What Can Home Shopping Networks Teach You About Marketing?
by Josh Amidon
I’ve always treated this blog like a confessional booth for my guilty pleasures and somehow found a way to justify them by saying “hey, I do it for marketing business purposes!” But who am I kidding (spoiler alert: no one), you know I’m just weird. This week’s topic is no different – home shopping networks.
Maybe it’s the endless stream of impossibly perky hosts hawking simulated diamonds, skin creams, kitchen gadgets and last year’s luxury handbags or maybe it’s the fact that it’s live TV and really anything can go wrong (It often does, like the time Wolfgang Puck dropped 2 F bombs because he forgot he was on tv? Or the time someone was selling the “the world’s strongest ladder” and it snapped in half and the host had no idea what to do) – but I love home shopping networks, they provide a wealth of entertainment for me.
They can provide a wealth of marketing information too. Here are a few marketing tips I've learned from watching hours upon hours of home shopping tv.
Times Change – You Need To Keep Up. It’s no secret that keeping up with changing tech and the way society uses this tech is needed in a successful marketing strategy. Both QVC and HSN started off with phone based ordering only, with the advent of internet shopping – QVC and HSN stepped up their game and began spending money on their ecommerce sites. Then came mobile applications and using “apps” to shop. QVC and HSN had to shift focus to their app as well. Today only 30-35% of QVC’s total sales are phone based.
Sales Tactics Work. I’m someone trained in the art of marketing, yet there are times I still get tricked into buying something from QVC, HSN or Evine - even though I know exactly what they’re doing. I don’t know what that says about me, maybe I’m weak or maybe they’re just extremely good (I choose to believe the latter). Watch one of these networks for only 10 minutes and you’ll see these sales tactics being acted out in front of your very eyes.
- Repetition, repetition, repetition.
- Using descriptive adjectives to bring the products to life.
- Incorporating enthusiastic hosts to persuade the audience.
- The above mentioned host telling a story from their own personal life to making you trust them.
- Displaying a ticking countdown clock and playing background music to create a sense of urgency to buy.
- Also, creating scarcity by saying “we only have 2 dozen left in teal and these won’t be back in stock till next year!”
Focus On Where Others Aren’t. I think it goes without saying that fighting for a customer base that every one of your competitors are also fighting for makes things a little harder for your message to be seen and heard. Home shopping networks are the one retail industry that never went after the millennial generation. While online and brick & mortar stores were fighting over the newly created money spenders, home shopping networks swooped in and picked up alllll the customers that they simply forgot about or no longer cared about – people over 40.
Hopefully, you can insert these tips from home shopping networks into your current marketing strategy. Now if you don’t mind, I have to run – QVC is featuring a pressure washer I didn’t know I needed and they only have 6 dozen left in teal!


Exercise directions –
Any image in the records is to be dropped, and everything else duplicated precisely.

Exercise data –
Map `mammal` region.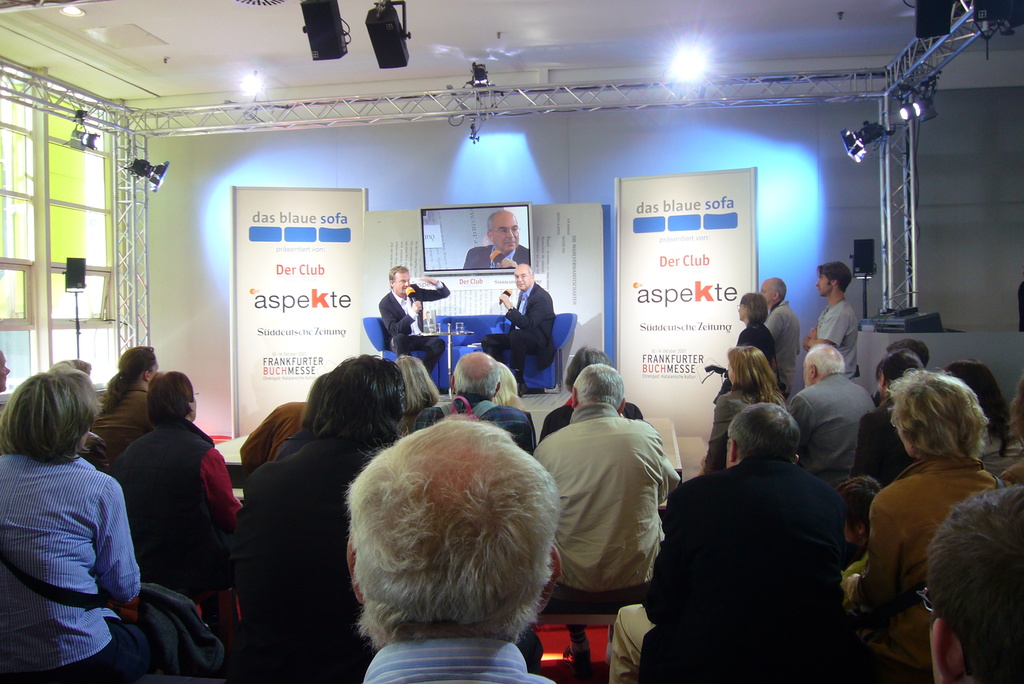
Mapped to bbox=[54, 357, 108, 469].
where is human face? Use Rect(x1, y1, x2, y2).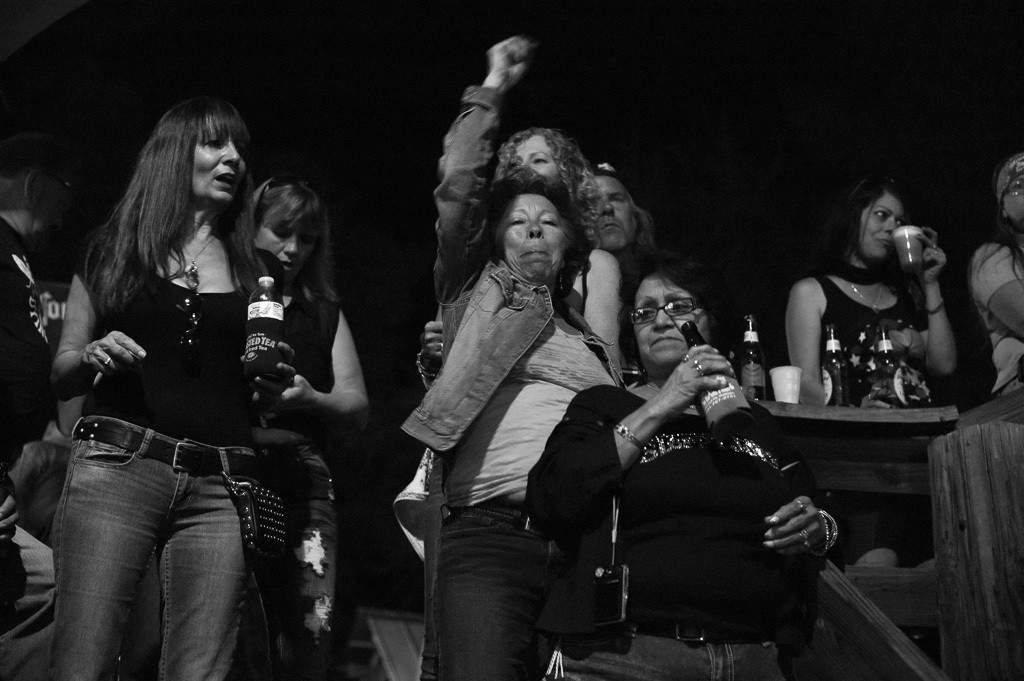
Rect(512, 126, 575, 194).
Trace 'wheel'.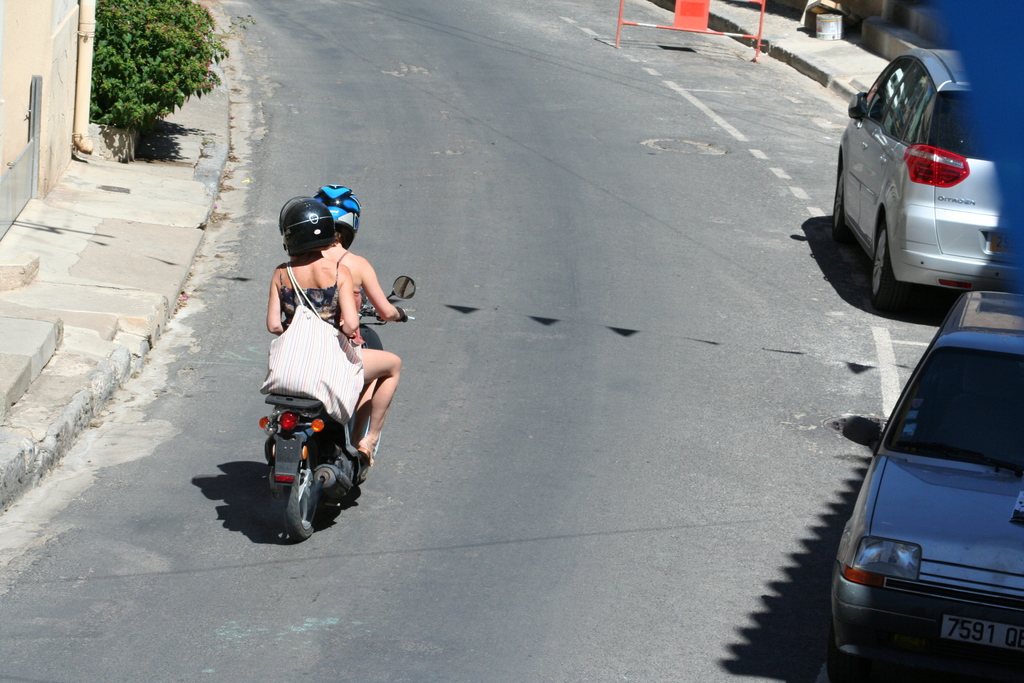
Traced to {"left": 358, "top": 457, "right": 369, "bottom": 482}.
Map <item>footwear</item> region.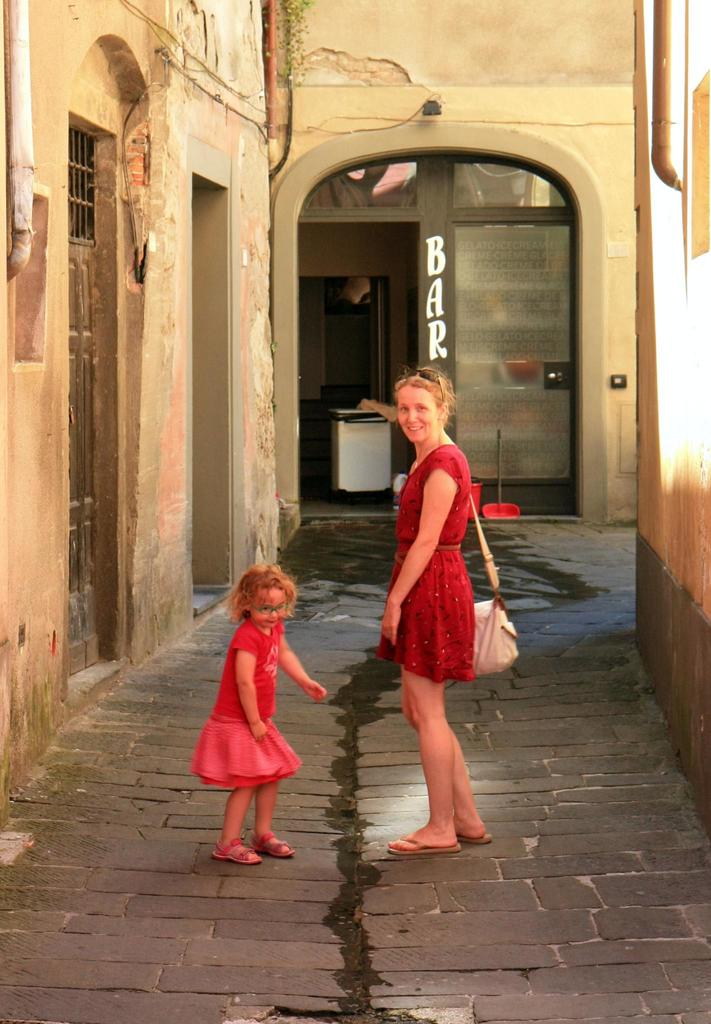
Mapped to <bbox>459, 828, 493, 845</bbox>.
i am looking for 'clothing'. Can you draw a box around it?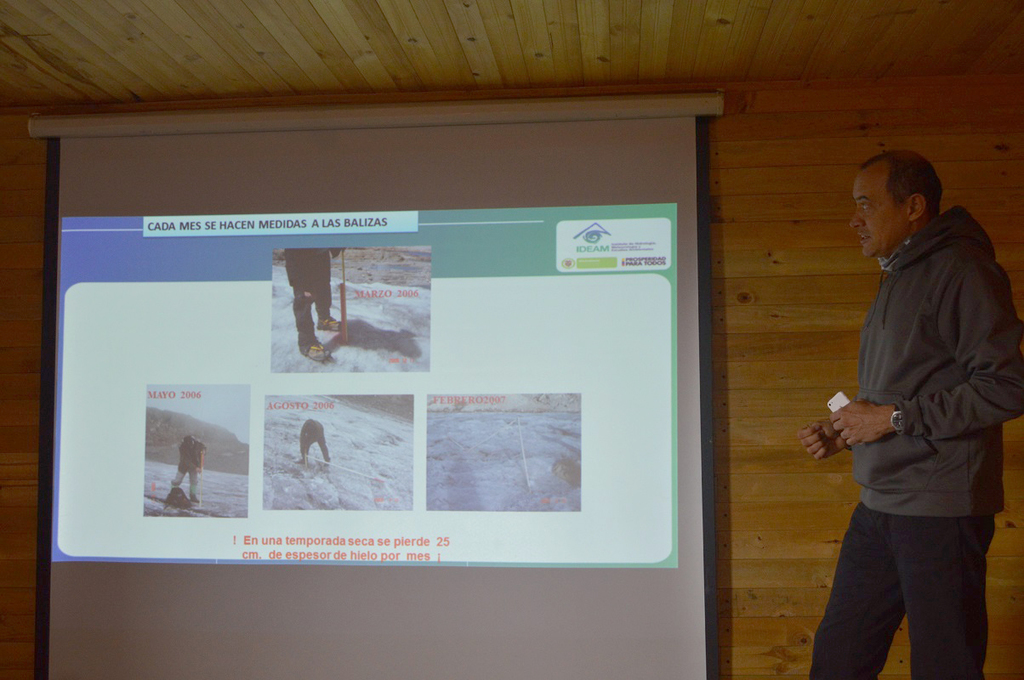
Sure, the bounding box is Rect(297, 417, 329, 457).
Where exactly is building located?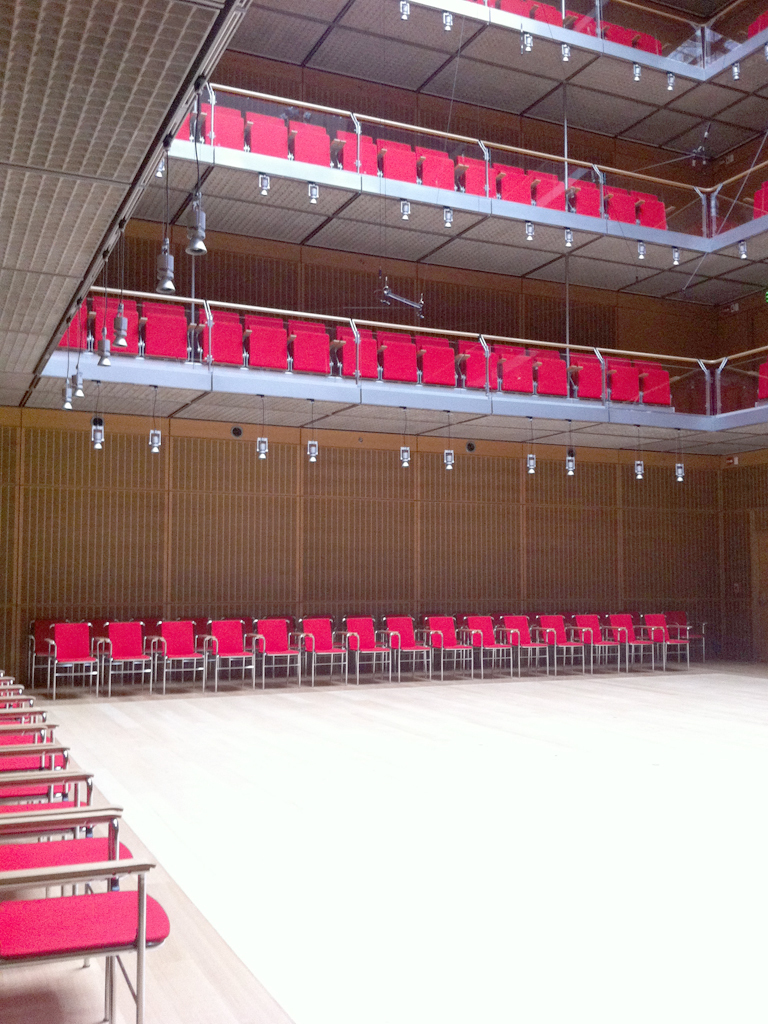
Its bounding box is (0,0,767,1023).
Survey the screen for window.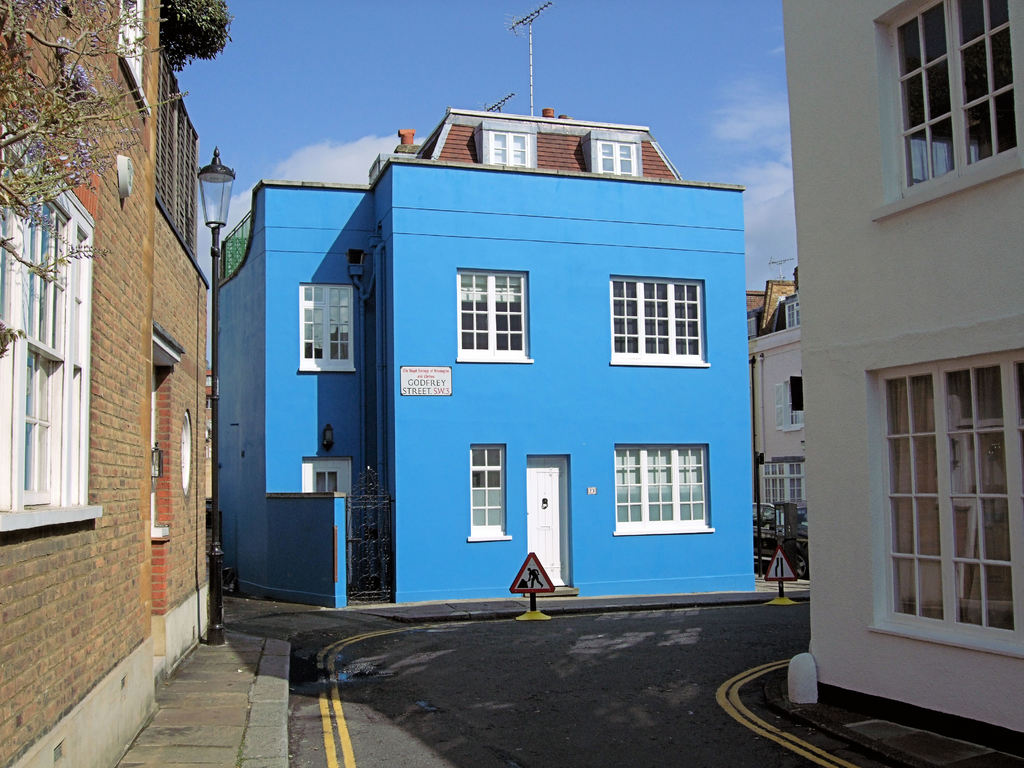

Answer area –
Map `mammal` region.
Mapped to bbox=[54, 357, 108, 469].
where is human face? Use Rect(x1, y1, x2, y2).
Rect(512, 126, 575, 194).
Trace 'wheel'.
Traced to {"left": 358, "top": 457, "right": 369, "bottom": 482}.
Map <item>footwear</item> region.
Mapped to <bbox>459, 828, 493, 845</bbox>.
i am looking for 'clothing'. Can you draw a box around it?
Sure, the bounding box is Rect(297, 417, 329, 457).
Where exactly is building located?
Its bounding box is (0,0,767,1023).
Survey the screen for window.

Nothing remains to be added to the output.